Robert Campbell would be the first person executed in the United States since Clayton Lockett writhed and gasped in the death chamber, then died of an apparent heart attack after Oklahoma prison officials aborted his execution following the failure of an intravenous line carrying the deadly drugs.

Campbell’s lawyers argued Monday in a plea to a federal appeals court that his “Eighth Amendment rights can only be protected if he is provided the information required to ensure a humane, nontorturous execution.” The Eighth Amendment to the U.S. Constitution forbids cruel and unusual punishment.

In an interview with The New York Times, one of Campbell’s lawyers, Maurie Levin, said the Oklahoma case was instructive for her client.

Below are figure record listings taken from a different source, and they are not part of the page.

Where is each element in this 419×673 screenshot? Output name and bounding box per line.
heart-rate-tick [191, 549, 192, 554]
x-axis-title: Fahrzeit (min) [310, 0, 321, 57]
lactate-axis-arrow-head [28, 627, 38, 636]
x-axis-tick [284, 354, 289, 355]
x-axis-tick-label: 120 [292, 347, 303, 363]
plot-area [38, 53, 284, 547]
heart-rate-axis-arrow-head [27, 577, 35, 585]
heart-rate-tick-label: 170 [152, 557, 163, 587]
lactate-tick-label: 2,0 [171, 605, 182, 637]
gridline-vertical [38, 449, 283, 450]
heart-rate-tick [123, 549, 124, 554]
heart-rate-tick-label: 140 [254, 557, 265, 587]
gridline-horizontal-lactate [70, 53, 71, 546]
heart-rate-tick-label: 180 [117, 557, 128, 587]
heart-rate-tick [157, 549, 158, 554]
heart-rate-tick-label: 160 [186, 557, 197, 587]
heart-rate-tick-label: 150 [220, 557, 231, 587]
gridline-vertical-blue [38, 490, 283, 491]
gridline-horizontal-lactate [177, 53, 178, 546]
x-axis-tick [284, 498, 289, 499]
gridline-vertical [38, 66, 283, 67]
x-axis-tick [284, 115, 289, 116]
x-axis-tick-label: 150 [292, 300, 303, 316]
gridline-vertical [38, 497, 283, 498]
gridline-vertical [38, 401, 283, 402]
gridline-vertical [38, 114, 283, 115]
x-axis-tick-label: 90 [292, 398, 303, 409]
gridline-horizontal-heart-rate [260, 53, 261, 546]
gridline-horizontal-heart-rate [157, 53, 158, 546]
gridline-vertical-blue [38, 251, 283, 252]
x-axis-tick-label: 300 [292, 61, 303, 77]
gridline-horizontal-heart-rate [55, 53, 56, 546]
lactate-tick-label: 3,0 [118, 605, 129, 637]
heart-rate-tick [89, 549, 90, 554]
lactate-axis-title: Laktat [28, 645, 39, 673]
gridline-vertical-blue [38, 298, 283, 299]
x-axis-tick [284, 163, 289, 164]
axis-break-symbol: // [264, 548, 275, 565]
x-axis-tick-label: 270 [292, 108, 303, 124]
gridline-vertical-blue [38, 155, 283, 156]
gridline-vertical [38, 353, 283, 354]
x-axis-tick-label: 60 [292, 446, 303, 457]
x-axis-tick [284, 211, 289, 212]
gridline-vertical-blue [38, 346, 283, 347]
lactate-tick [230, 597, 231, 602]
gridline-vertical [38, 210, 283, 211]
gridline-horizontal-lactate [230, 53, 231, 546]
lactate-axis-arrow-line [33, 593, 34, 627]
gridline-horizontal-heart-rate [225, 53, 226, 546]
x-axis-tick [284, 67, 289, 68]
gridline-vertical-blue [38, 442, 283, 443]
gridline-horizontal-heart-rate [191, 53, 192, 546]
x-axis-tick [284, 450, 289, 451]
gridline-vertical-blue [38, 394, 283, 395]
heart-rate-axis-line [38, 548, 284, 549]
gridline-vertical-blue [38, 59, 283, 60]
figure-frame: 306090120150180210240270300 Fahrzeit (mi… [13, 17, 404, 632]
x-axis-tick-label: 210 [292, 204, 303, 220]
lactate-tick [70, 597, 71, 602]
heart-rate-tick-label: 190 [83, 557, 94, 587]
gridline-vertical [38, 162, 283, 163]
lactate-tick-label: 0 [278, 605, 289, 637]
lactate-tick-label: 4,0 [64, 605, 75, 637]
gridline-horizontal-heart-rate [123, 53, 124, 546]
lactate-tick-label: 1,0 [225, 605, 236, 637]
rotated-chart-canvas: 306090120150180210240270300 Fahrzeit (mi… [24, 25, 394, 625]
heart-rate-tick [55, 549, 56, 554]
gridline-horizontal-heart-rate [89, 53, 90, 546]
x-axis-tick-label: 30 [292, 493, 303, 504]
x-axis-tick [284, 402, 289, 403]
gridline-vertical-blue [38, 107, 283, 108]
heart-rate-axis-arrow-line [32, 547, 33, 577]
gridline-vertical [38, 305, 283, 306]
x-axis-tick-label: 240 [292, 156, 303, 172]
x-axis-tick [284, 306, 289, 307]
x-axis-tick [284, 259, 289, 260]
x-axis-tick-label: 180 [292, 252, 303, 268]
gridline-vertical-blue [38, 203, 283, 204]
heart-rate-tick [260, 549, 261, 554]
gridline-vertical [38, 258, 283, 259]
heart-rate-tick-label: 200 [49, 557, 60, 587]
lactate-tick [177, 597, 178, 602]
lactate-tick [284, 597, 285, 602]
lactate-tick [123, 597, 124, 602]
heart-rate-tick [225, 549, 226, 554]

Although Lockett’s execution apparently was not botched due to the chemicals used, both Texas and Oklahoma have recently come under scrutiny over the drugs used in the process.

“Texas doesn’t have some kind of magic touch. There’s nothing that says we can’t trust Oklahoma, but we can trust Texas,” Levin said, noting that both states have refused to publicly reveal the composition of their death penalty chemical mixtures.

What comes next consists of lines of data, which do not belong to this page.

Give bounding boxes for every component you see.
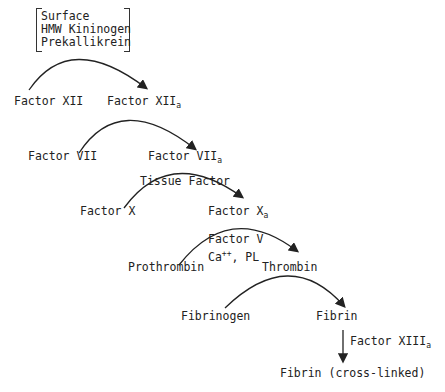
factor-x: Factor X [80,205,135,218]
arrow-xii [29,59,146,90]
fibrin: Fibrin [316,310,358,323]
ca-pl: Ca++, PL [208,247,259,264]
arrow-fibrinogen [225,276,344,308]
factor-v: Factor V [208,233,263,246]
factor-xiiia: Factor XIIIa [350,335,431,352]
factor-xiia: Factor XIIa [107,95,181,112]
factor-vii: Factor VII [28,150,97,163]
prothrombin: Prothrombin [128,261,204,274]
fibrin-cross-linked: Fibrin (cross-linked) [280,367,425,380]
fibrinogen: Fibrinogen [181,310,250,323]
tissue-factor: Tissue Factor [140,175,230,188]
factor-xii: Factor XII [14,95,83,108]
factor-xa: Factor Xa [208,205,268,222]
thrombin: Thrombin [262,261,317,274]
factor-viia: Factor VIIa [148,150,222,167]
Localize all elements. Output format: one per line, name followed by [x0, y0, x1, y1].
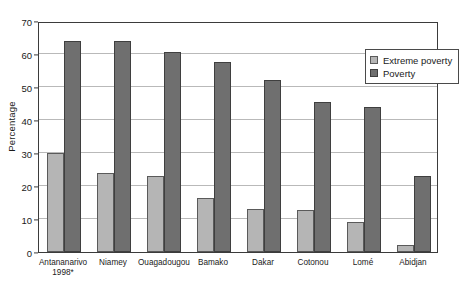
bar-group [297, 23, 331, 252]
x-axis-label: Ouagadougou [138, 258, 188, 268]
legend-item-extreme-poverty: Extreme poverty [370, 54, 452, 66]
plot-area: Extreme poverty Poverty [38, 22, 438, 253]
bar-group [197, 23, 231, 252]
y-tick-label-70: 70 [8, 17, 32, 28]
x-axis-label: Niamey [88, 258, 138, 268]
x-axis-label: Cotonou [288, 258, 338, 268]
y-tick-label-20: 20 [8, 182, 32, 193]
bar [414, 176, 431, 252]
legend-label-extreme-poverty: Extreme poverty [383, 55, 452, 66]
legend-swatch-icon-extreme-poverty [370, 56, 378, 64]
y-tick-label-40: 40 [8, 116, 32, 127]
bar [197, 198, 214, 252]
y-tick-label-50: 50 [8, 83, 32, 94]
x-axis-label: Dakar [238, 258, 288, 268]
legend-label-poverty: Poverty [383, 68, 415, 79]
bar [247, 209, 264, 252]
bar-group [47, 23, 81, 252]
legend-item-poverty: Poverty [370, 67, 452, 79]
bar [97, 173, 114, 252]
bar [214, 62, 231, 252]
x-axis-label: Lomé [338, 258, 388, 268]
x-axis-label: Bamako [188, 258, 238, 268]
y-axis-title-text: Percentage [6, 101, 17, 152]
bar [164, 52, 181, 252]
bar [347, 222, 364, 252]
bar [114, 41, 131, 252]
y-tick-label-10: 10 [8, 215, 32, 226]
bar [264, 80, 281, 252]
y-tick-label-30: 30 [8, 149, 32, 160]
bar [297, 210, 314, 252]
bar [47, 153, 64, 252]
bar-group [97, 23, 131, 252]
y-tick-label-60: 60 [8, 50, 32, 61]
bar [64, 41, 81, 252]
x-axis-label: Antananarivo 1998* [38, 258, 88, 278]
bar [314, 102, 331, 252]
x-axis-label: Abidjan [388, 258, 438, 268]
chart-legend: Extreme poverty Poverty [365, 49, 459, 84]
bar-group [147, 23, 181, 252]
legend-swatch-icon-poverty [370, 69, 378, 77]
bar-group [247, 23, 281, 252]
bar [397, 245, 414, 252]
y-tick-label-0: 0 [8, 248, 32, 259]
bar [364, 107, 381, 252]
bar [147, 176, 164, 252]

The risks are “exponentially greater when executions are carried out in secret,” she said.

Campbell's request for a stay was previously rejected by a federal judge, Keith P. Ellison, in an appeal last Friday — but that judge said his hands were tied by the decisions of other courts, and he urged a federal appeals court considering Monday's appeal to weigh the developments in Oklahoma.

In his decision, Ellison of the U.S. District Court for the Southern District of Texas said “the horrific narrative of Oklahoma’s botched execution of Clayton Lockett on April 29, 2014 requires sober reflection on the manner in which this nation administers the ultimate punishment.”

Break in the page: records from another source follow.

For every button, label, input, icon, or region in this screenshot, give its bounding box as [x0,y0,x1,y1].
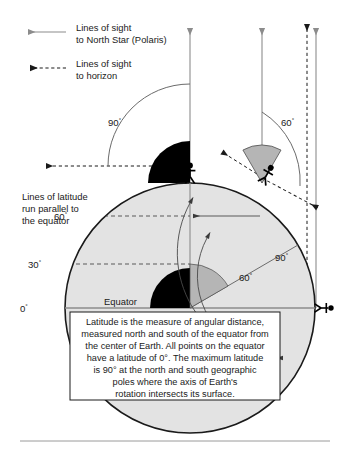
latitude-label-30: 30° [28,258,42,270]
legend-polaris-label-line1: Lines of sight [76,22,132,33]
legend-horizon-label-line2: to horizon [76,70,117,81]
observer-equator [315,303,334,313]
side-note-line1: Lines of latitude [22,191,88,202]
caption-box: Latitude is the measure of angular dista… [70,312,280,400]
caption-line-1: Latitude is the measure of angular dista… [86,317,264,327]
legend-horizon-label-line1: Lines of sight [76,58,132,69]
sky-angle-60-label: 60° [281,116,295,128]
caption-line-3: the center of Earth. All points on the e… [85,341,264,351]
side-note-line2: run parallel to [22,203,79,214]
caption-line-5: is 90° at the north and south geographic [93,365,256,375]
equator-label: Equator [104,296,137,307]
sky-angle-90-label: 90° [108,116,122,128]
caption-line-6: poles where the axis of Earth's [113,377,238,387]
caption-line-4: have a latitude of 0°. The maximum latit… [87,353,264,363]
sky-wedge-60-north [233,134,281,183]
sky-wedge-north-pole [148,141,190,183]
latitude-diagram-figure: Lines of sight to North Star (Polaris) L… [0,0,350,461]
legend-polaris-label-line2: to North Star (Polaris) [76,34,167,45]
caption-line-2: measured north and south of the equator … [81,329,269,339]
latitude-label-0: 0° [20,302,28,314]
sky-angle-arcs [108,84,300,186]
caption-line-7: rotation intersects its surface. [115,389,235,399]
diagram-canvas: Lines of sight to North Star (Polaris) L… [0,0,350,461]
legend: Lines of sight to North Star (Polaris) L… [28,22,167,81]
horizon-line-60-north-lower [262,176,318,209]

While Ellison said he was not in a position to issue an injunction on the execution, he urged the Fifth Court of Appeals to “reconsider its jurisprudence that seems to shield crucial elements of the execution process from open inquiry.”

Like several other states, Texas has refused to identify the source of its execution drug, citing possible threats of violence to the supplier if it is disclosed. Texas uses a single drug, pentobarbital, while Oklahoma used a three-drug combination.

Questions about execution procedures have drawn renewed attention from defense attorneys and death penalty opponents in recent months as states have been forced to scramble to find new sources of execution drugs. Several drug makers, including many based in Europe, have refused to sell drugs for use in executions.

The issue surfaced in Texas — the U.S. state that has most frequently used the death penalty — when it replenished its execution drug stock in late March. But the U.S. Supreme Court rejected appeals that focused on secrecy surrounding the drug supplier's name, and three Texas inmates have been executed since then.

The secrecy surrounding the chemicals has escalated the national debate on capital punishment in recent months, but it appeared to be other parts of the procedure that led to problems in Lockett’s case.

Oklahoma officials tried for 51 minutes to find a vein, for the needle administering the execution drugs, in Lockett's arms and feet. They eventually inserted the IV into one in his groin. That vein collapsed, and because the dislodged line was under a sheet the problem was not detected until 21 minutes after the execution began, according to a report from the state's prison chief.

Another vein was not usable, and the state did not have another dose of lethal drugs nearby, so the execution was stopped — but Lockett died about 10 minutes later. The autopsy report will take two to three months to complete.

Campbell is set to be executed for the 1991 slaying of a Houston woman, Alexandra Rendon, who was abducted while putting gas into her car and then robbed, raped and shot. Campbell was 18 at the time and on parole after serving four months of a five-year sentence for robbery.

His lawyers also have other appeals in the courts, arguing that his execution should be halted because he is mentally impaired and that legal help he received at his trial and in earlier stages of appeals was deficient.

If executed on Tuesday, Campbell would become the 21st person to be killed by capital punishment in the U.S. in 2014.